[Measuring device reading data]
Content starts

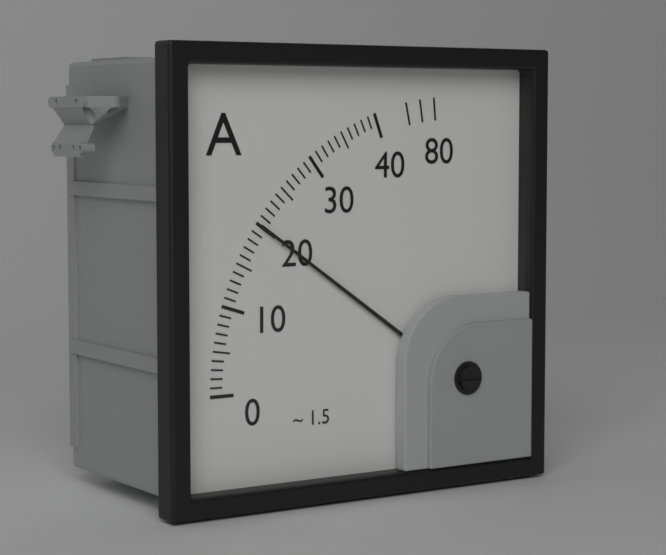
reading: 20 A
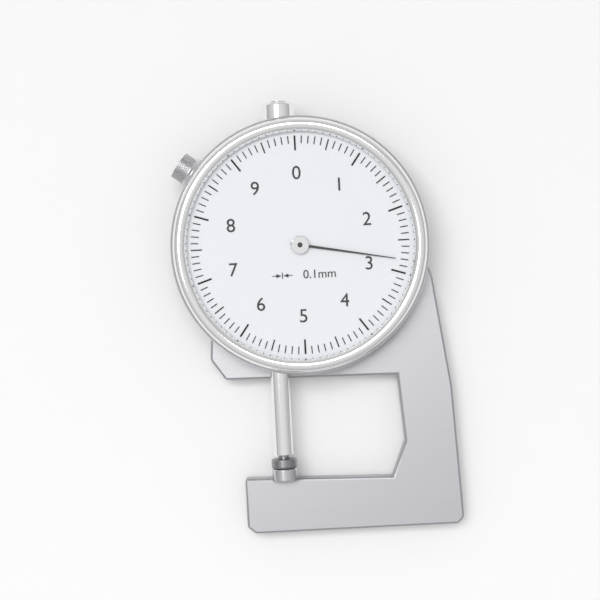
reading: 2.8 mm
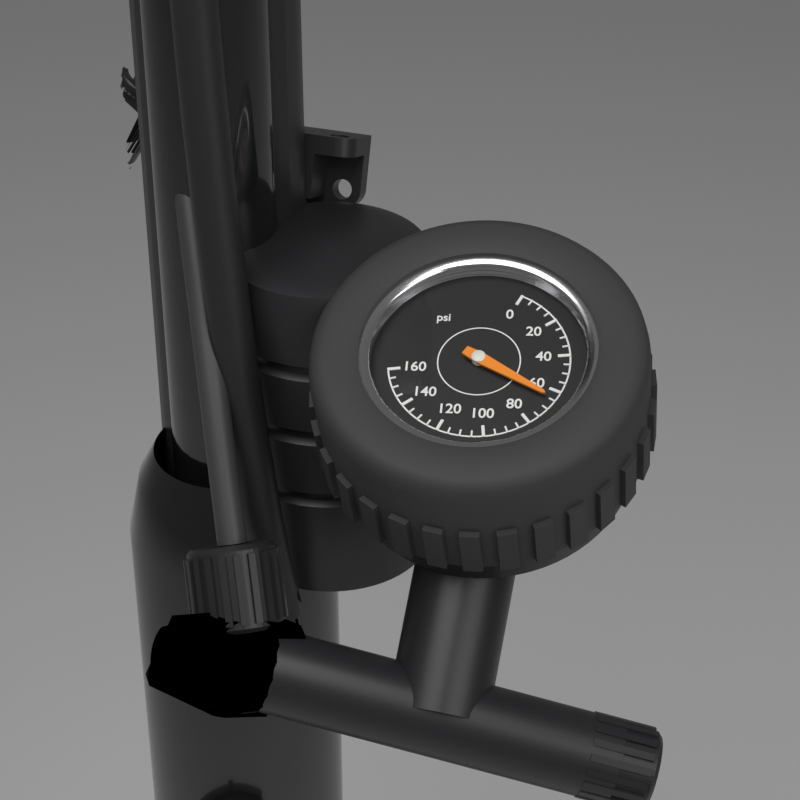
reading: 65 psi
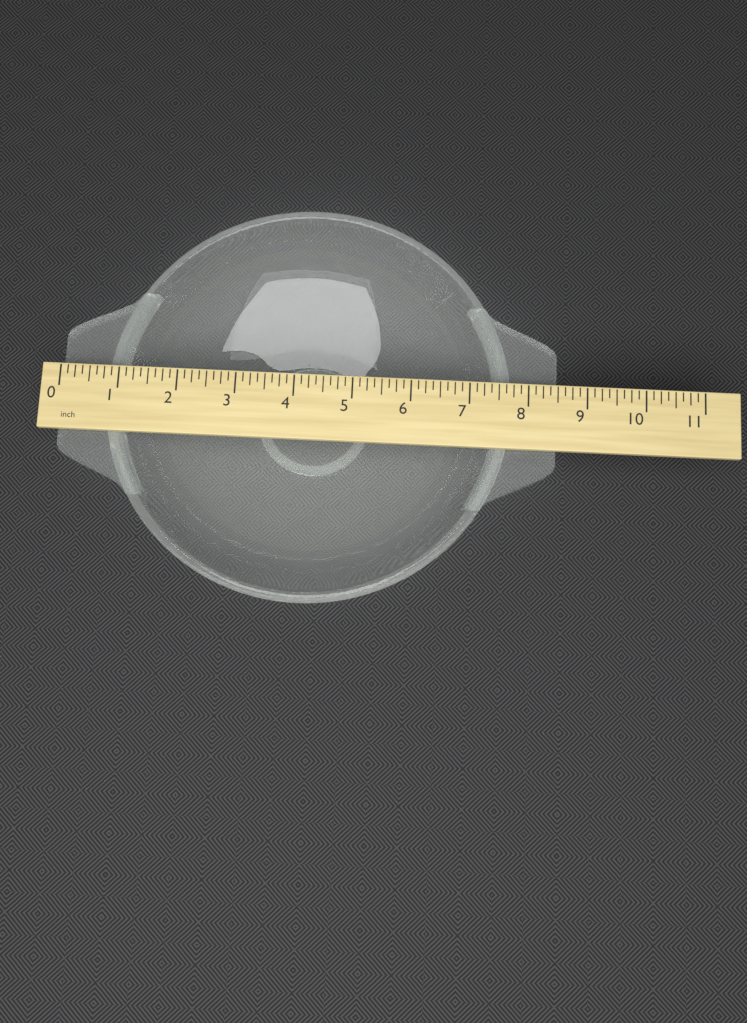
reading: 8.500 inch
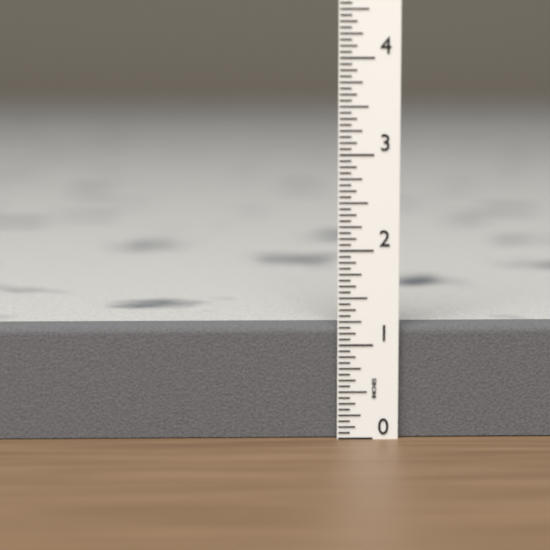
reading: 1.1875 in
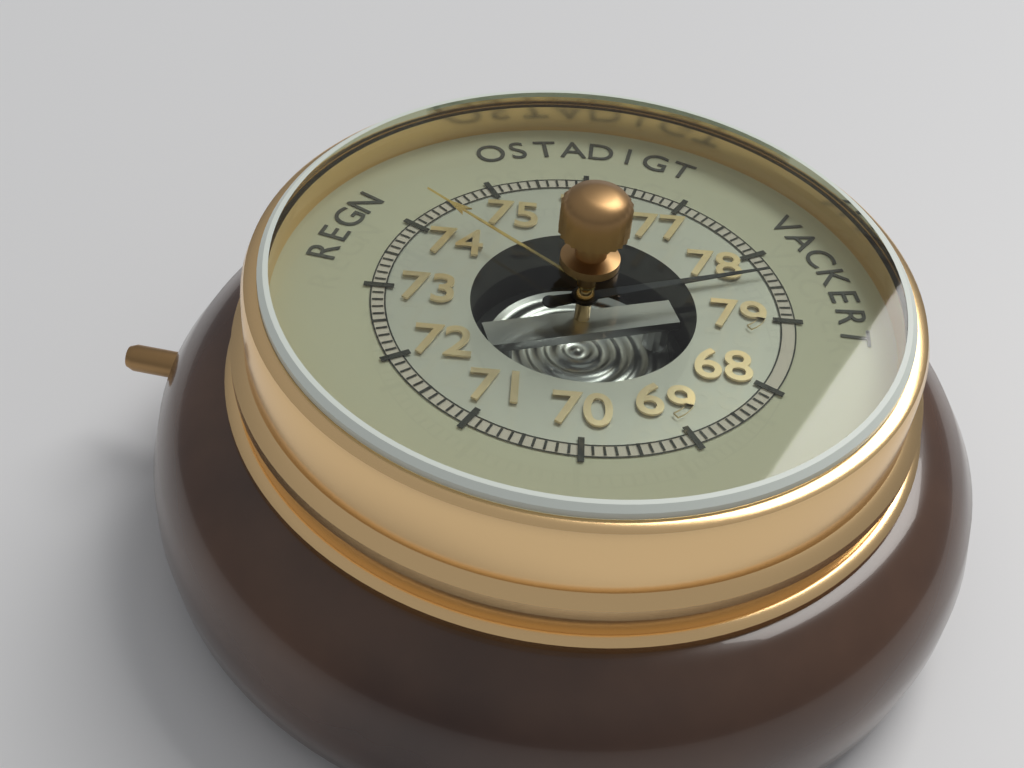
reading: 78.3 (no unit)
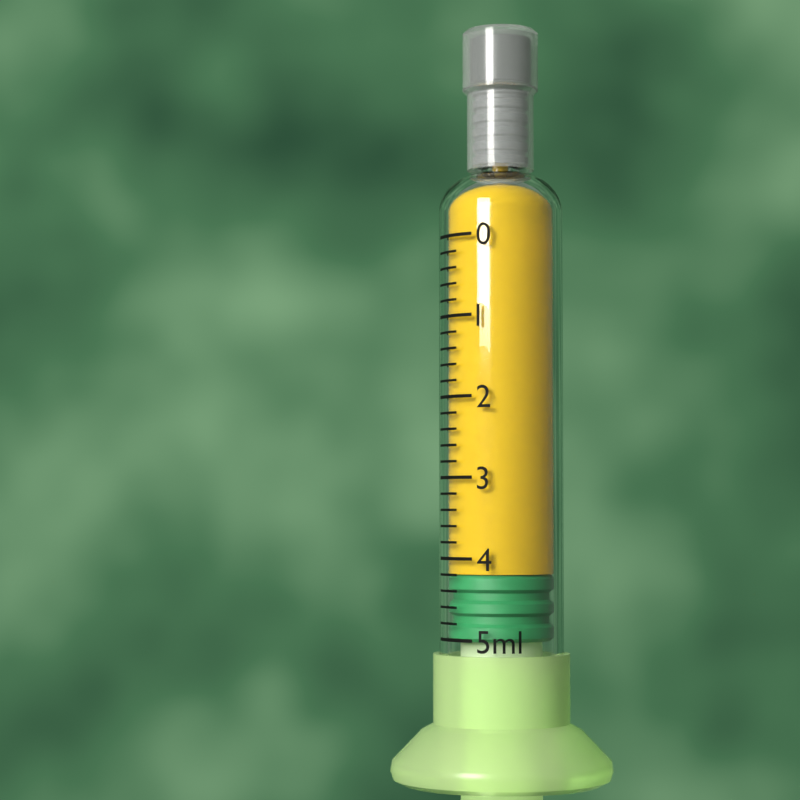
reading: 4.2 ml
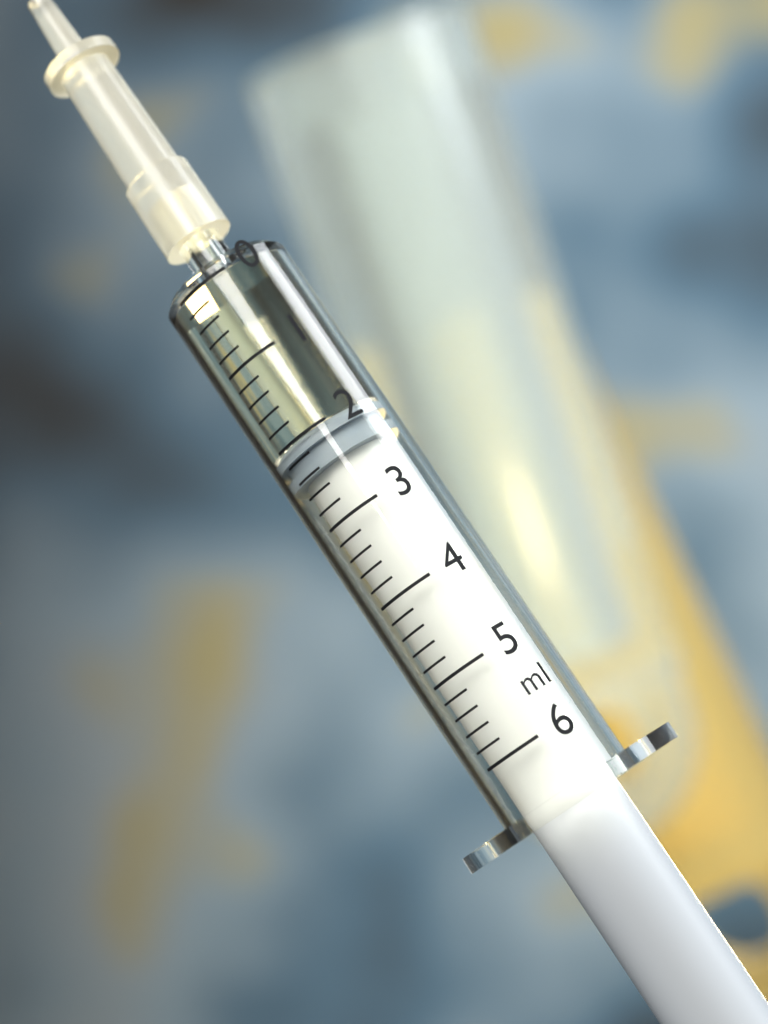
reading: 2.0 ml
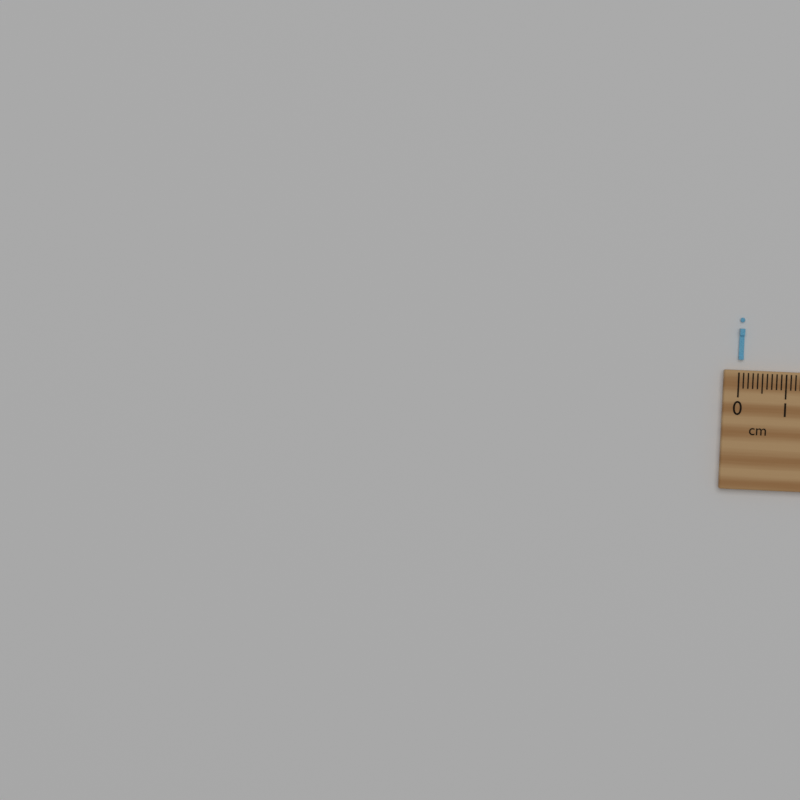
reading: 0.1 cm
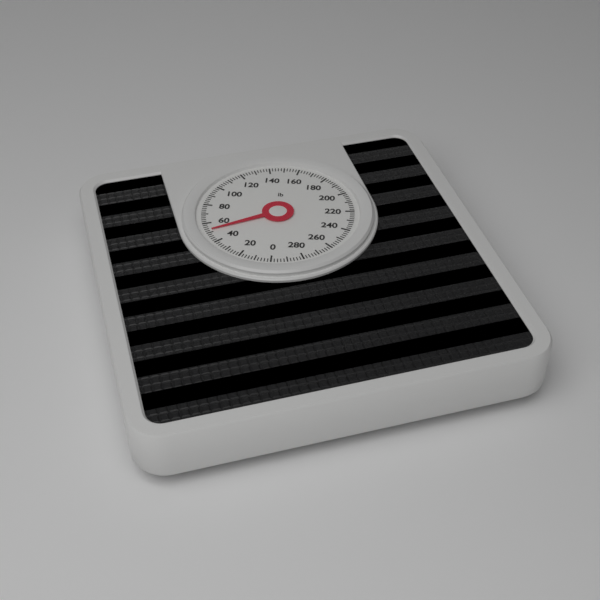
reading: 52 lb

Content ends

Exercise instructions: Leave images out of the retyped records; keep all else exact.

Output:
reading: 20 A
reading: 2.8 mm
reading: 65 psi
reading: 8.500 inch
reading: 1.1875 in
reading: 78.3 (no unit)
reading: 4.2 ml
reading: 2.0 ml
reading: 0.1 cm
reading: 52 lb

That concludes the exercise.